Prof. Anita Savo on Her Book Project, Portraying Authorship

Photo of Anita SavoMy book manuscript in progress, Portraying Authorship: Juan Manuel and the Rhetoric of Authority, emerged from my dissertation research on Don Juan Manuel, a fourteenth-century Castilian nobleman, politician, soldier, and writer. Portraying Authorship tells the story of how Juan Manuel convincingly positioned himself as an author, despite lacking what his contemporaries would consider the proper credentials. For medieval readers, an author was someone who lived and wrote in the distant past, such as the venerated writers of ancient Greece and Rome, or the Church fathers from the early days of Christianity. But in the fourteenth century, vernacular writers like Dante, Petrarch, Guillaume de Machaut and Juan Manuel self-consciously established themselves as authors using a variety of strategies, ranging from how they portrayed themselves to how they wanted their works to be copied.

The most challenging aspect of this project has been developing a theoretical framework.
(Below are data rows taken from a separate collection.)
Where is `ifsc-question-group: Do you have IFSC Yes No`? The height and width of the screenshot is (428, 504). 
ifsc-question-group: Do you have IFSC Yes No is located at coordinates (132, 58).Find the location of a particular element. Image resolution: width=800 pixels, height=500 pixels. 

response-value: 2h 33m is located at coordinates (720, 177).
I don’t often use contemporary theory in my research, but the work of Michel Foucault has informed my book in some important ways. First and foremost is his concept of the “author function” from his 1969 essay, “What Is an Author?” (“Qu’est-ce qu’un auteur?”), which establishes special linguistic, literary, and juridical relationships between a text and its author. But more broadly, I have come to understand the persuasive aspect of Juan Manuel’s authorship by drawing a parallel between Foucault’s notion of discourse and the medieval discipline of rhetoric. In the Middle Ages, rhetoric was the science of using language to persuade other people that what you were saying was the truth. For Foucault, a discourse is a set of utterances with a cohesive force that can give it the appearance of a universal truth, even though it is ultimately made up of language, created in a particular time and place to serve a particular purpose. Juan Manuel worked in a manuscript culture, but the strategies he used to convince us of his authorship—such as requesting that his works be reproduced exactly as he wrote them—are similar to the strategies writers would use after the arrival of the printing press to Europe. Because his approach to authorship coincides with the one that would later become successful, it begins to seem inevitable and universal: it takes on the force of a discourse.
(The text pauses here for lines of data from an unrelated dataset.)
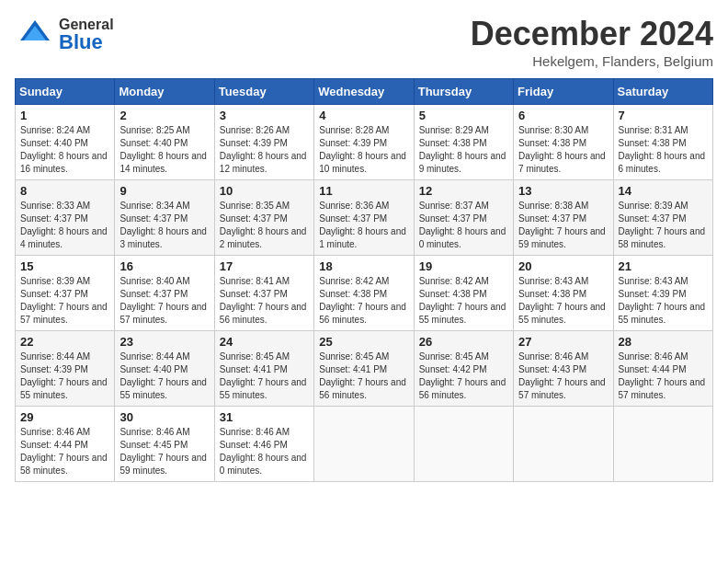 The width and height of the screenshot is (728, 563). Describe the element at coordinates (164, 418) in the screenshot. I see `day-number: 30` at that location.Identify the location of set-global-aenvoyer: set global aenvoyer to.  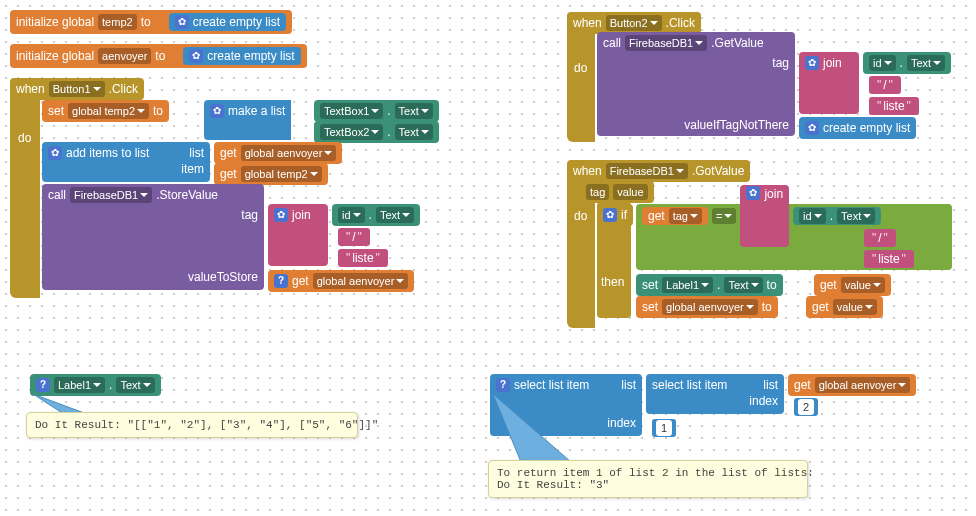
(707, 307).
One of the most rewarding parts of the project has been the opportunity to collaborate with colleagues and students to share ideas and get feedback. I met one of my closest friends and collaborators through our shared interest in Juan Manuel, and we’ve spent a lot of time poring over medieval manuscripts at the Biblioteca Nacional and talking about how features like page layout and decoration can give clues about medieval ideas of authorship. Thanks to a UROP grant, I also had the pleasure of working with Spanish minor Riley Magane on a chapter about how Juan Manuel adapted the strategies of biblical commentary to serve his own goals as an author. The idea that writing a book is a solitary endeavor, the product of a single mind, is part of our own modern discourse of authorship, a product of the Romantic movement in the nineteenth century. But it’s also a fiction: my book, like most books, would not exist without the collaboration and support of many people.

Story originally posted January 2022.